Accepting
B.T.A. Believe. Trust.
Accept. As Christian’s many of us, and I did say US, have little trouble with believing and trusting in God, the power
of God, and the promises of God. Where we might get into some trouble is with accepting
His promises, His healing, His answers to our prayers, His will.
Accept in the
Webster’s Dictionary means to take (what is offered or given), to receive
favorably, approve, to believe in. So accepting would be the act of taking what
is offered or given, receiving favorably, approving and believing in.
“Accepting” is the action part of receiving the Lord’s will. There comes a
moment in time when the Believe, Trust, and Accept come together as one, and
become a realization in your mind, your heart, your very soul.
Desperation in
prayer brings on accepting. The effectual fervent (to boil up, hot; burning;
glowing; intensely devoted or earnest) prayer of a righteous man avails much, James
5:16b. Jesus prayed fervently in the Garden
of Gethsemane, so
fervently that He shed great droplets of blood from His pores. We know that He
prayed Believing, Trusting, and Accepting. Jesus prayed that the suffering that
He knew He was about to endure would be taken from Him. But, He then said
“nevertheless” Thy will be done. He “Accepted” the will of God His Father
without any reservations. We might not always know God’s complete will for our
life but we can always Believe, Trust, and Accept that God knows best, He has
the best plan for us and the Kingdom, and that we can Believe, Trust, and
Accept His will, and His promises.
In Proverbs
4:20-22, the word of God says; My son, give attention to my words;
Incline your ear to my sayings. Do not let them depart from your eyes; Keep them
in the midst of your heart; For they are life to those who find them, And
health
to all their flesh. In other words ACCEPT.
Therefore I say
unto you, What things soever ye desire, when ye pray, believe that ye receive
(ACCEPT) them, and ye shall have them Mark 11:24.
Norman Grubb, in
his book, The
Law of Faith, makes
interesting commentary about “asking” vs. “taking”: Faith is the spiritual
hand, exactly as, in the natural world, nothing is received and put to use
merely by wishing or hoping or by asking for it, but by taking and using it, so
in the spiritual. The hand must reach out and take the food or the book. Faith
must reach out and take the promises, and the spoken evidence of such taking is
the spoken word of faith. Probably the effect in the realm of the Spirit is the
same as in the realm of matter. God offers all in His promises. The word of
faith is the act of taking and applying His power according to need. What we
actually take we actually have, and when the decisive word of faith has been
spoken, God in His grace begins to work; and as the stand of faith is persisted
in, the answer appears. That is why the declared word of faith is so vital and
should be so stressed. It is the act of taking in the invisible, and we suggest
that the serious lack in so much of our prayer life, both public and private, is
that it hardly gets beyond the stage of asking. Hardly ever do we hear a person
in a public prayer meeting, having asked, take and thank; yet probably it is
much more important to have “taking” meetings than to have “asking” meetings.

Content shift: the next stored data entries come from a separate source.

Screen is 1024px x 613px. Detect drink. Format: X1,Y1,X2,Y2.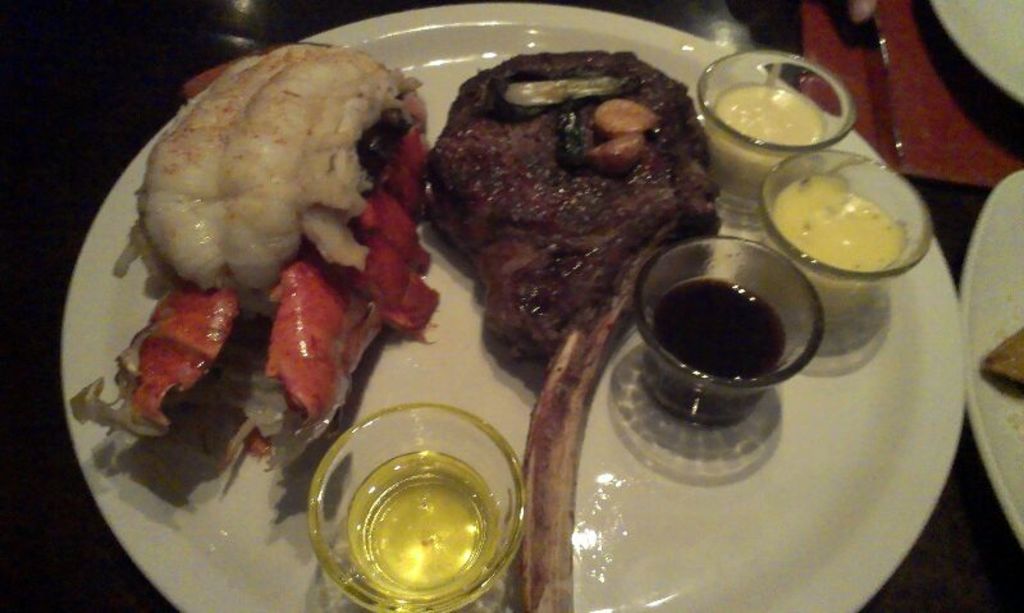
315,399,544,612.
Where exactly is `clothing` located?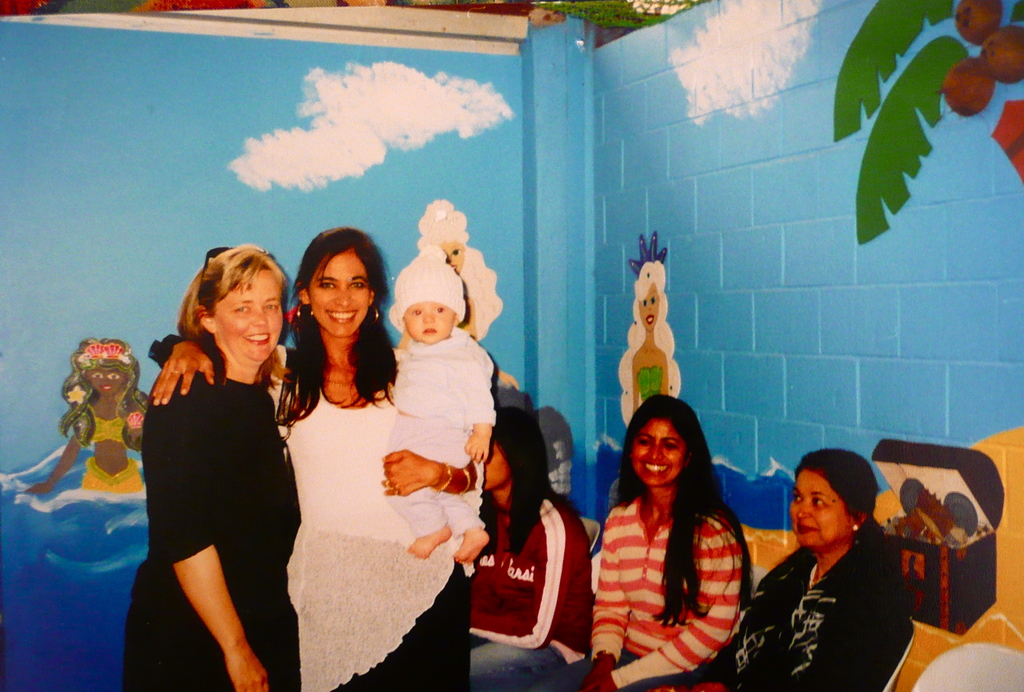
Its bounding box is (525, 483, 739, 691).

Our constant asking must have the same effect on God as would a child on his
parents, who keeps asking for food, when they have set his meal before him and
told him to take and eat it.
We have a choice
whether or not to accept Christ at His word. We must begin to speak to our
mountains and accept God’s promises.
Don’t be afraid.
Just trust Me. Mark 5:36
If you trust Me,
you are really trusting God who sent Me.
John 12:44
Don’t be troubled.
You trust God, now trust in Me. John 14:1
No
matter what I pray for Lord, nevertheless, I Believe, I Trust, and I Accept Your will for my life!